Dublin event honors Josef Veselsky's legacy in European table tennis
Dublin marked Josef Veselsky's death at 107 with the ETTU Badge of Honour, spotlighting the captain, founder and Holocaust survivor who shaped Irish and European table tennis.

Josef Veselsky’s place in the sport was measured in institutions as much as in results, and Dublin’s commemorative evening made that clear. Held at the Crowne Plaza Hotel in Blanchardstown, Dublin 15, on 27 May 2026 and organised by Table Tennis Ireland, the event gathered family members, dignitaries and figures from the international table tennis community to honor a man whose influence stretched from wartime Europe to modern Irish clubs.
ETTU president Pedro Moura attended the celebration, titled “The Life and Times of Josef Veselsky: A Celebration,” and presented the ETTU Badge of Honour to Veselsky’s family posthumously. Moura said it was “a privilege” to present the award and said the evening reflected the “respect and affection” Veselsky earned in the table tennis community. That recognition fit a life in which the off-table work mattered as much as any title.

Born in Trnava in 1918, when the city was part of then-Czechoslovakia, Veselsky survived a century that repeatedly tested him. His parents and elder brother were killed in Auschwitz, while he joined the Resistance in the Carpathian Mountains and later received the Order of the Slovak National Uprising for that wartime role. After the Prague coup of 1948, he left for Ireland in 1949 with his wife Katarina and built a successful jewellery business, but he stayed rooted in table tennis, serving as national team captain for both Czechoslovakia and Ireland.
His reach inside the sport was especially durable in Ireland. Veselsky became a familiar presence in clubs across Dublin and Wicklow, was appointed Honorary Life President of the Irish Table Tennis Association, and co-founded the Swaythling Club International, one of the game’s best-known historical bodies. Swaythling Club International later noted that he was the only living member of the committee that formed the club in 1967, a direct link to a formative chapter in the sport’s history.
Trinity College Dublin also marked that blend of scholarship, service and longevity. In 2010, Veselsky became the college’s oldest student after taking extra-mural classes, and in 2016 Trinity awarded him an honorary Master of Arts degree, describing him as a “veteran and faithful citizen” of his native and adopted countries. In 2025, he was officially recognised as Ireland’s oldest man at 107, and after his death on 3 January 2026, the tributes only sharpened the sense that European table tennis still rests on the work of individual builders like Veselsky.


= THE PROBLEM =
Scan the listing for "United" and copy out each line that has it.

= RECORDS =
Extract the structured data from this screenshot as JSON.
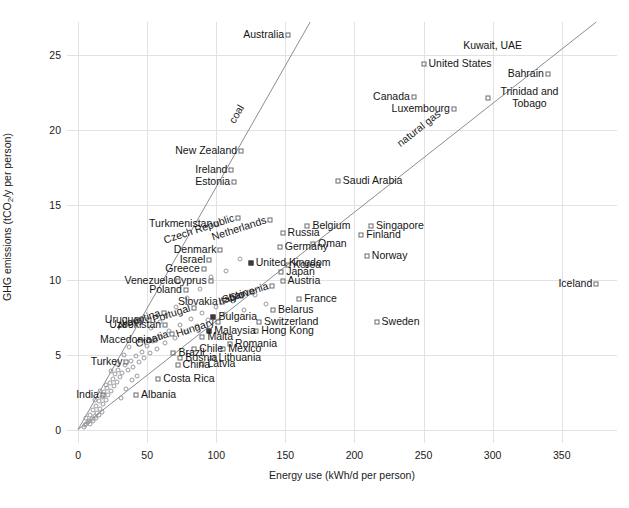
{
  "chart_data": {
    "type": "scatter",
    "title": "",
    "xlabel": "Energy use (kWh/d per person)",
    "ylabel_parts": {
      "pre": "GHG emissions (tCO",
      "sub": "2",
      "post": "/y per person)"
    },
    "ylabel": "GHG emissions (tCO2/y per person)",
    "xlim": [
      -8,
      390
    ],
    "ylim": [
      -0.9,
      27.2
    ],
    "xticks": [
      0,
      50,
      100,
      150,
      200,
      250,
      300,
      350
    ],
    "yticks": [
      0,
      5,
      10,
      15,
      20,
      25
    ],
    "grid": true,
    "legend": "none",
    "trend_lines": [
      {
        "name": "coal",
        "label": "coal",
        "x1": 0,
        "y1": 0,
        "x2": 168,
        "y2": 27.2,
        "label_x": 118,
        "label_y": 19.8
      },
      {
        "name": "natural-gas",
        "label": "natural gas",
        "x1": 0,
        "y1": 0,
        "x2": 375,
        "y2": 27.2,
        "label_x": 250,
        "label_y": 18.3
      }
    ],
    "points": [
      {
        "name": "Australia",
        "x": 152,
        "y": 26.3,
        "marker": "square",
        "label_pos": "left"
      },
      {
        "name": "Kuwait, UAE",
        "x": 300,
        "y": 25.6,
        "marker": "none",
        "label_pos": "mid"
      },
      {
        "name": "United States",
        "x": 250,
        "y": 24.4,
        "marker": "square",
        "label_pos": "right"
      },
      {
        "name": "Bahrain",
        "x": 340,
        "y": 23.7,
        "marker": "square",
        "label_pos": "left"
      },
      {
        "name": "Canada",
        "x": 243,
        "y": 22.2,
        "marker": "square",
        "label_pos": "left"
      },
      {
        "name": "Trinidad and Tobago",
        "x": 297,
        "y": 22.1,
        "marker": "square",
        "label_pos": "right"
      },
      {
        "name": "Luxembourg",
        "x": 272,
        "y": 21.4,
        "marker": "square",
        "label_pos": "left"
      },
      {
        "name": "New Zealand",
        "x": 118,
        "y": 18.6,
        "marker": "square",
        "label_pos": "left"
      },
      {
        "name": "Ireland",
        "x": 111,
        "y": 17.3,
        "marker": "square",
        "label_pos": "left"
      },
      {
        "name": "Estonia",
        "x": 113,
        "y": 16.5,
        "marker": "square",
        "label_pos": "left"
      },
      {
        "name": "Saudi Arabia",
        "x": 188,
        "y": 16.6,
        "marker": "square",
        "label_pos": "right"
      },
      {
        "name": "Netherlands",
        "x": 139,
        "y": 14.0,
        "marker": "square",
        "label_pos": "rot"
      },
      {
        "name": "Czech Republic",
        "x": 116,
        "y": 14.1,
        "marker": "square",
        "label_pos": "rot"
      },
      {
        "name": "Turkmenistan",
        "x": 100,
        "y": 13.7,
        "marker": "square",
        "label_pos": "left"
      },
      {
        "name": "Belgium",
        "x": 166,
        "y": 13.6,
        "marker": "square",
        "label_pos": "right"
      },
      {
        "name": "Singapore",
        "x": 212,
        "y": 13.6,
        "marker": "square",
        "label_pos": "right"
      },
      {
        "name": "Russia",
        "x": 148,
        "y": 13.1,
        "marker": "square",
        "label_pos": "right"
      },
      {
        "name": "Finland",
        "x": 205,
        "y": 13.0,
        "marker": "square",
        "label_pos": "right"
      },
      {
        "name": "Denmark",
        "x": 103,
        "y": 12.0,
        "marker": "square",
        "label_pos": "left"
      },
      {
        "name": "Germany",
        "x": 146,
        "y": 12.2,
        "marker": "square",
        "label_pos": "right"
      },
      {
        "name": "Oman",
        "x": 170,
        "y": 12.4,
        "marker": "square",
        "label_pos": "right"
      },
      {
        "name": "Israel",
        "x": 95,
        "y": 11.3,
        "marker": "square",
        "label_pos": "left"
      },
      {
        "name": "United Kingdom",
        "x": 125,
        "y": 11.1,
        "marker": "filled",
        "label_pos": "right"
      },
      {
        "name": "Korea",
        "x": 152,
        "y": 11.0,
        "marker": "square",
        "label_pos": "right"
      },
      {
        "name": "Norway",
        "x": 209,
        "y": 11.6,
        "marker": "square",
        "label_pos": "right"
      },
      {
        "name": "Greece",
        "x": 91,
        "y": 10.7,
        "marker": "square",
        "label_pos": "left"
      },
      {
        "name": "Japan",
        "x": 147,
        "y": 10.5,
        "marker": "square",
        "label_pos": "right"
      },
      {
        "name": "Iceland",
        "x": 375,
        "y": 9.7,
        "marker": "square",
        "label_pos": "left"
      },
      {
        "name": "Venezuela",
        "x": 72,
        "y": 9.9,
        "marker": "square",
        "label_pos": "left"
      },
      {
        "name": "Cyprus",
        "x": 96,
        "y": 9.9,
        "marker": "square",
        "label_pos": "left"
      },
      {
        "name": "Austria",
        "x": 148,
        "y": 9.9,
        "marker": "square",
        "label_pos": "right"
      },
      {
        "name": "Slovenia",
        "x": 140,
        "y": 9.6,
        "marker": "square",
        "label_pos": "rot"
      },
      {
        "name": "Poland",
        "x": 78,
        "y": 9.3,
        "marker": "square",
        "label_pos": "left"
      },
      {
        "name": "Spain",
        "x": 126,
        "y": 9.2,
        "marker": "square",
        "label_pos": "rot"
      },
      {
        "name": "Italy",
        "x": 118,
        "y": 8.9,
        "marker": "square",
        "label_pos": "rot"
      },
      {
        "name": "France",
        "x": 160,
        "y": 8.7,
        "marker": "square",
        "label_pos": "right"
      },
      {
        "name": "Slovakia",
        "x": 104,
        "y": 8.5,
        "marker": "square",
        "label_pos": "left"
      },
      {
        "name": "Portugal",
        "x": 84,
        "y": 8.1,
        "marker": "square",
        "label_pos": "rot"
      },
      {
        "name": "Belarus",
        "x": 141,
        "y": 8.0,
        "marker": "square",
        "label_pos": "right"
      },
      {
        "name": "Argentina",
        "x": 62,
        "y": 7.8,
        "marker": "square",
        "label_pos": "rot"
      },
      {
        "name": "Bulgaria",
        "x": 98,
        "y": 7.5,
        "marker": "filled",
        "label_pos": "right"
      },
      {
        "name": "Hungary",
        "x": 101,
        "y": 7.2,
        "marker": "square",
        "label_pos": "rot"
      },
      {
        "name": "Switzerland",
        "x": 131,
        "y": 7.2,
        "marker": "square",
        "label_pos": "right"
      },
      {
        "name": "Sweden",
        "x": 216,
        "y": 7.2,
        "marker": "square",
        "label_pos": "right"
      },
      {
        "name": "Uruguay",
        "x": 51,
        "y": 7.3,
        "marker": "square",
        "label_pos": "left"
      },
      {
        "name": "Uzbekistan",
        "x": 63,
        "y": 7.0,
        "marker": "square",
        "label_pos": "left"
      },
      {
        "name": "Malaysia",
        "x": 95,
        "y": 6.6,
        "marker": "filled",
        "label_pos": "right"
      },
      {
        "name": "Hong Kong",
        "x": 129,
        "y": 6.6,
        "marker": "square",
        "label_pos": "right"
      },
      {
        "name": "Croatia",
        "x": 68,
        "y": 6.4,
        "marker": "square",
        "label_pos": "rot"
      },
      {
        "name": "Malta",
        "x": 90,
        "y": 6.2,
        "marker": "square",
        "label_pos": "right"
      },
      {
        "name": "Macedonia",
        "x": 56,
        "y": 6.0,
        "marker": "square",
        "label_pos": "left"
      },
      {
        "name": "Romania",
        "x": 110,
        "y": 5.7,
        "marker": "square",
        "label_pos": "right"
      },
      {
        "name": "Chile",
        "x": 84,
        "y": 5.4,
        "marker": "square",
        "label_pos": "right"
      },
      {
        "name": "Mexico",
        "x": 105,
        "y": 5.4,
        "marker": "square",
        "label_pos": "right"
      },
      {
        "name": "Brazil",
        "x": 69,
        "y": 5.1,
        "marker": "square",
        "label_pos": "right"
      },
      {
        "name": "Bosnia",
        "x": 74,
        "y": 4.8,
        "marker": "square",
        "label_pos": "right"
      },
      {
        "name": "Lithuania",
        "x": 98,
        "y": 4.8,
        "marker": "square",
        "label_pos": "right"
      },
      {
        "name": "China",
        "x": 72,
        "y": 4.3,
        "marker": "square",
        "label_pos": "right"
      },
      {
        "name": "Latvia",
        "x": 90,
        "y": 4.4,
        "marker": "square",
        "label_pos": "right"
      },
      {
        "name": "Turkey",
        "x": 35,
        "y": 4.5,
        "marker": "square",
        "label_pos": "left"
      },
      {
        "name": "Costa Rica",
        "x": 58,
        "y": 3.4,
        "marker": "square",
        "label_pos": "right"
      },
      {
        "name": "India",
        "x": 18,
        "y": 2.3,
        "marker": "square",
        "label_pos": "left"
      },
      {
        "name": "Albania",
        "x": 42,
        "y": 2.3,
        "marker": "square",
        "label_pos": "right"
      }
    ],
    "unlabeled_points": [
      {
        "x": 6,
        "y": 0.4
      },
      {
        "x": 8,
        "y": 0.6
      },
      {
        "x": 10,
        "y": 0.7
      },
      {
        "x": 9,
        "y": 1.0
      },
      {
        "x": 12,
        "y": 0.9
      },
      {
        "x": 11,
        "y": 1.3
      },
      {
        "x": 14,
        "y": 1.1
      },
      {
        "x": 13,
        "y": 1.6
      },
      {
        "x": 16,
        "y": 1.4
      },
      {
        "x": 15,
        "y": 1.9
      },
      {
        "x": 18,
        "y": 1.7
      },
      {
        "x": 17,
        "y": 2.2
      },
      {
        "x": 20,
        "y": 2.0
      },
      {
        "x": 19,
        "y": 2.5
      },
      {
        "x": 22,
        "y": 2.3
      },
      {
        "x": 21,
        "y": 2.8
      },
      {
        "x": 24,
        "y": 2.6
      },
      {
        "x": 23,
        "y": 3.1
      },
      {
        "x": 26,
        "y": 2.9
      },
      {
        "x": 25,
        "y": 3.4
      },
      {
        "x": 28,
        "y": 3.2
      },
      {
        "x": 27,
        "y": 3.7
      },
      {
        "x": 30,
        "y": 3.5
      },
      {
        "x": 29,
        "y": 4.0
      },
      {
        "x": 32,
        "y": 3.8
      },
      {
        "x": 34,
        "y": 4.3
      },
      {
        "x": 36,
        "y": 4.0
      },
      {
        "x": 38,
        "y": 4.6
      },
      {
        "x": 40,
        "y": 4.2
      },
      {
        "x": 42,
        "y": 4.9
      },
      {
        "x": 44,
        "y": 4.5
      },
      {
        "x": 46,
        "y": 5.2
      },
      {
        "x": 48,
        "y": 4.8
      },
      {
        "x": 50,
        "y": 5.6
      },
      {
        "x": 52,
        "y": 5.1
      },
      {
        "x": 54,
        "y": 5.9
      },
      {
        "x": 57,
        "y": 5.4
      },
      {
        "x": 60,
        "y": 6.2
      },
      {
        "x": 63,
        "y": 5.8
      },
      {
        "x": 66,
        "y": 6.6
      },
      {
        "x": 70,
        "y": 6.1
      },
      {
        "x": 74,
        "y": 7.0
      },
      {
        "x": 78,
        "y": 6.5
      },
      {
        "x": 82,
        "y": 7.4
      },
      {
        "x": 86,
        "y": 6.9
      },
      {
        "x": 90,
        "y": 7.8
      },
      {
        "x": 94,
        "y": 7.3
      },
      {
        "x": 100,
        "y": 8.2
      },
      {
        "x": 106,
        "y": 7.7
      },
      {
        "x": 112,
        "y": 8.6
      },
      {
        "x": 120,
        "y": 8.0
      },
      {
        "x": 128,
        "y": 9.0
      },
      {
        "x": 136,
        "y": 8.4
      },
      {
        "x": 5,
        "y": 0.3
      },
      {
        "x": 7,
        "y": 0.5
      },
      {
        "x": 4,
        "y": 0.2
      },
      {
        "x": 6,
        "y": 0.8
      },
      {
        "x": 9,
        "y": 0.4
      },
      {
        "x": 11,
        "y": 0.6
      },
      {
        "x": 13,
        "y": 0.8
      },
      {
        "x": 15,
        "y": 1.0
      },
      {
        "x": 17,
        "y": 1.2
      },
      {
        "x": 12,
        "y": 2.0
      },
      {
        "x": 16,
        "y": 2.6
      },
      {
        "x": 20,
        "y": 3.0
      },
      {
        "x": 24,
        "y": 3.9
      },
      {
        "x": 28,
        "y": 4.4
      },
      {
        "x": 33,
        "y": 5.0
      },
      {
        "x": 37,
        "y": 5.5
      },
      {
        "x": 45,
        "y": 6.0
      },
      {
        "x": 53,
        "y": 6.8
      },
      {
        "x": 59,
        "y": 7.2
      },
      {
        "x": 64,
        "y": 7.6
      },
      {
        "x": 71,
        "y": 8.2
      },
      {
        "x": 79,
        "y": 8.8
      },
      {
        "x": 88,
        "y": 9.4
      },
      {
        "x": 96,
        "y": 10.2
      },
      {
        "x": 107,
        "y": 10.6
      },
      {
        "x": 117,
        "y": 11.4
      },
      {
        "x": 31,
        "y": 2.1
      },
      {
        "x": 35,
        "y": 2.7
      },
      {
        "x": 39,
        "y": 3.3
      },
      {
        "x": 43,
        "y": 3.6
      }
    ]
  }
}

= EXERCISE SOLUTION =
        "name": "United States",
        "name": "United Kingdom",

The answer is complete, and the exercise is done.